Walking enemies will constantly zoom towards you from either side with hardly any warning, and almost always take at least two hits to dispatch. Some games could make this work, I suppose, but Ultionus instead decides to be “hard as nails” in the nails-on-chalkboard agonizing way. Your character is slow, she can’t move while shooting, there are huge delays between her shots (which only get worse the longer you try to shoot at once), and she can only aim straight ahead and slightly up and ahead. The issue here is that because it exists as an homage to some ancient game I’ve never heard of, it controls worse than the Castlevania Adventure on the old GameBoy. You shuffle your top-heavy lass through rather open levels, dodging threats with her floaty jump and blasting enemies with her ray gun. Ultionus is primarily a side-scrolling platformer, though there are a few space shoot-em-up levels. We’ll get to the story later, because the gameplay needs to take center stage here. Ultionus definitely suffers from this sort of short-sighted design, and then goes and layers a bunch of other terrible ideas on top of it, like some kind of foul garbage lasagna. Honestly very few of them age well, and those that don’t are usually held back by designs or mechanics that should have remained in a bygone era. It sounds like it should be the opposite, except that classic games are often a product of their time.

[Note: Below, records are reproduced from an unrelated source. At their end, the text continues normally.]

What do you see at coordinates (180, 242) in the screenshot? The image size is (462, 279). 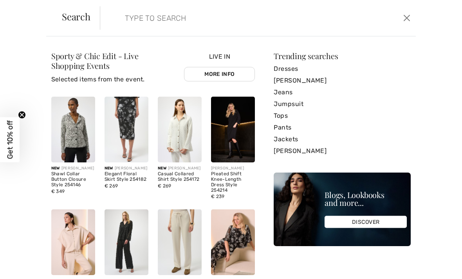 I see `img: Relaxed Full-Length Trousers Style 254209. Birch` at bounding box center [180, 242].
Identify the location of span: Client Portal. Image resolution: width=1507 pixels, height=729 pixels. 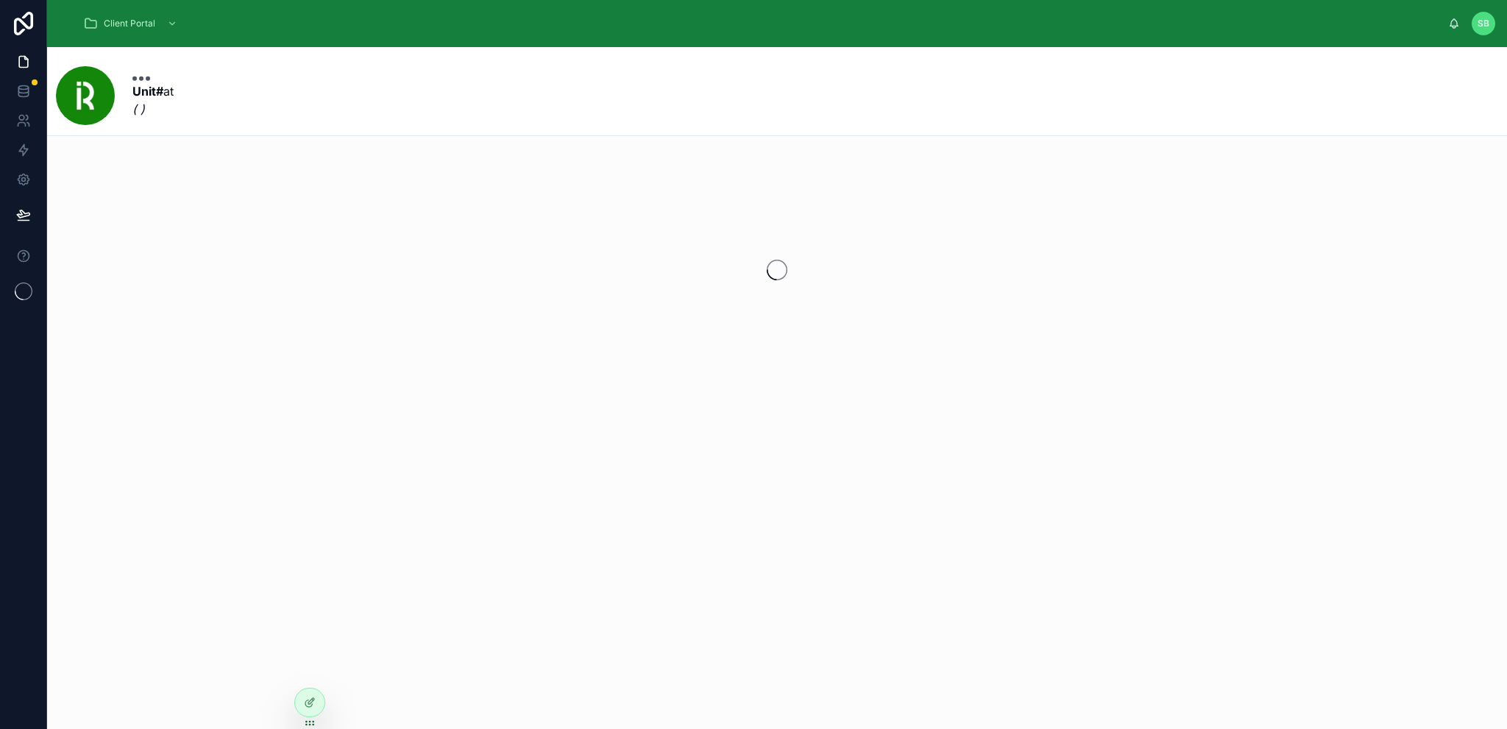
(129, 24).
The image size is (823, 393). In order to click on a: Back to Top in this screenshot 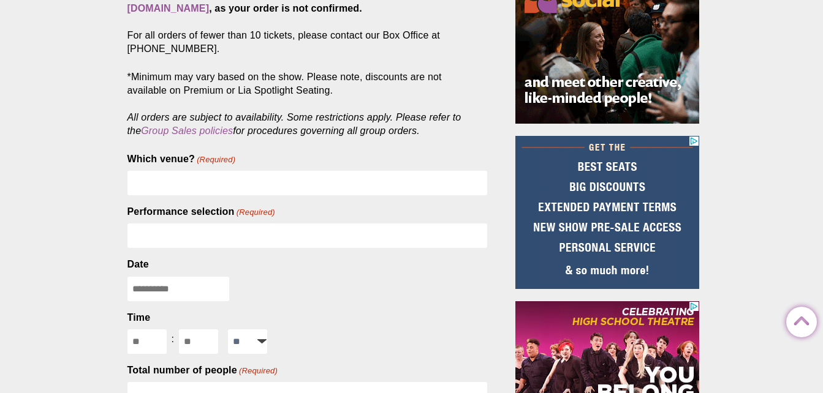, I will do `click(798, 320)`.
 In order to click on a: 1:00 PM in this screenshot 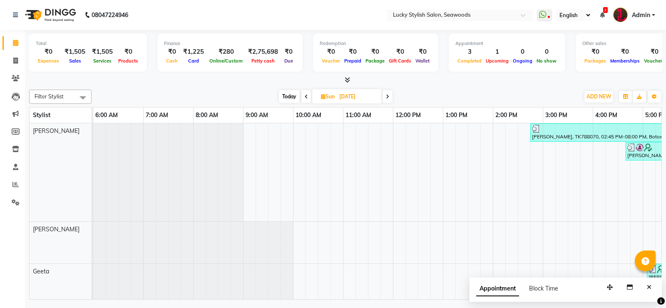, I will do `click(456, 115)`.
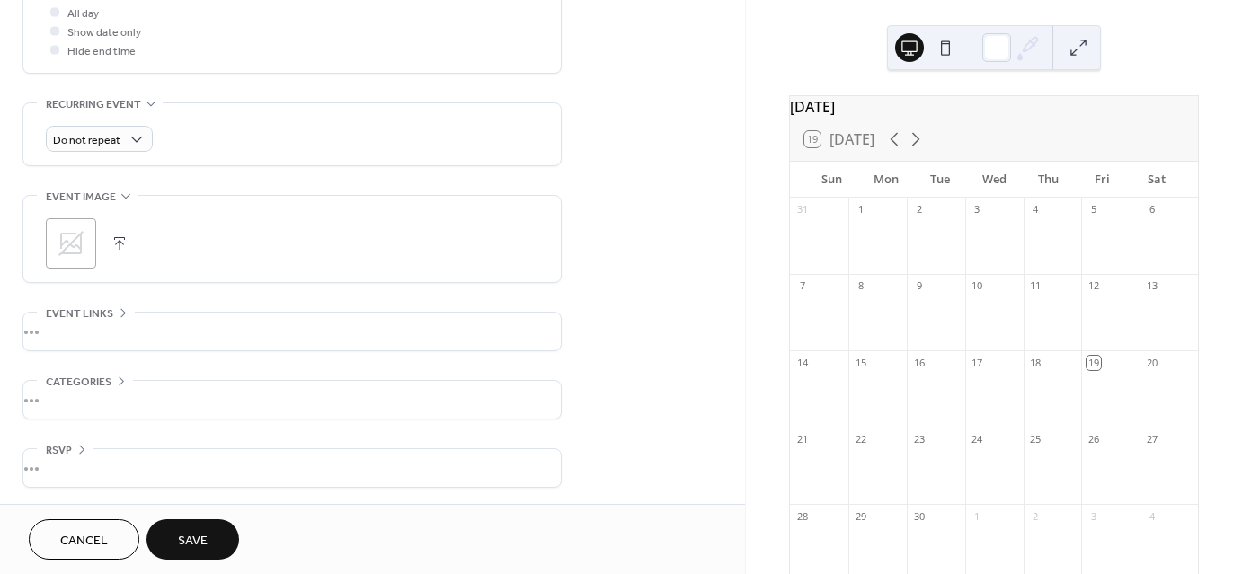  What do you see at coordinates (1151, 209) in the screenshot?
I see `div: 6` at bounding box center [1151, 209].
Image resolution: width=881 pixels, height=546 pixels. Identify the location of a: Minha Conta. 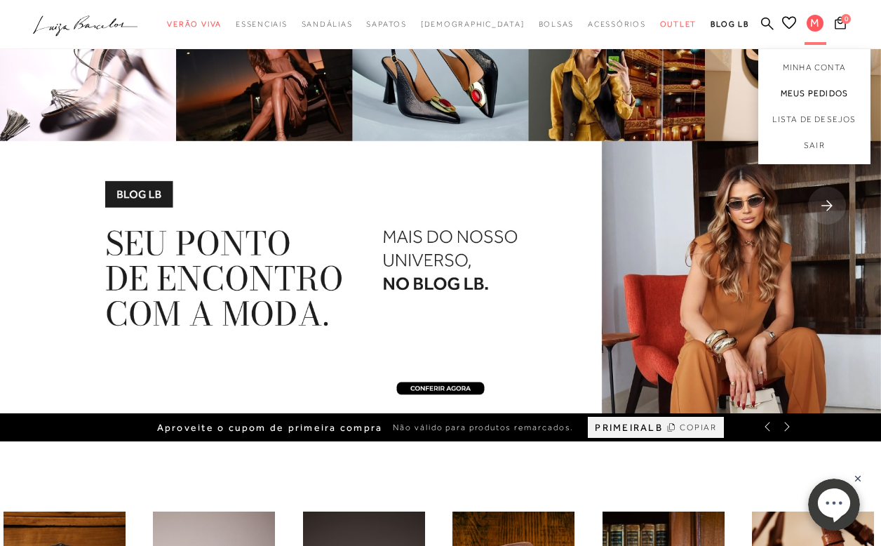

Legacy Ī spiritual successor to Phantis featuring a modern take of the characters and setting, titled Ultionus: A Tale of Petty Revenge, was released in 2014.Making an homage to a classic game is often harder than coming up with something new, and I don’t think many people realize that. It received the scores of 69% from Amstrad Action, 55% from Commodore User, 60-63% from The Games Machine, and 62% from Sinclair User. The game was given generally mediocre reviews.
The game's promotion included an appearance of a model dressed up as Queen Gremla at the trade convention PC Show '88.
The Atari ST version was never published in Spain and only exists with the Game Over II title. Other than the graphical change of a female player character to a male player character, the game itself is largely identical in both versions.Īlthough originally released as an independent game under the title Phantis, it was retitled as a sequel to Game Over. After it has been discovered that he has been imprisoned on the jail planet Phantis by the heirs of the empress Gremla, Major Locke is chosen for the rescue mission. The English-language version ( Game Over II) takes place immediately after the events of Game Over, where Arkos, the hero of the rebellion, is nowhere to be found. In the original Spanish version ( Phantis), the player controls Commander Serena on a mission to rescue her expedition partner captured on Moon 4 of the SOTPOK System, better known as the world of Phantis. Some versions of the game were split into two parts due to size restrictions. There are four "phases" with six levels each. Game Over II is a mix between a scrolling shooter (similar to R-Type) and a platform game (similar to Turrican).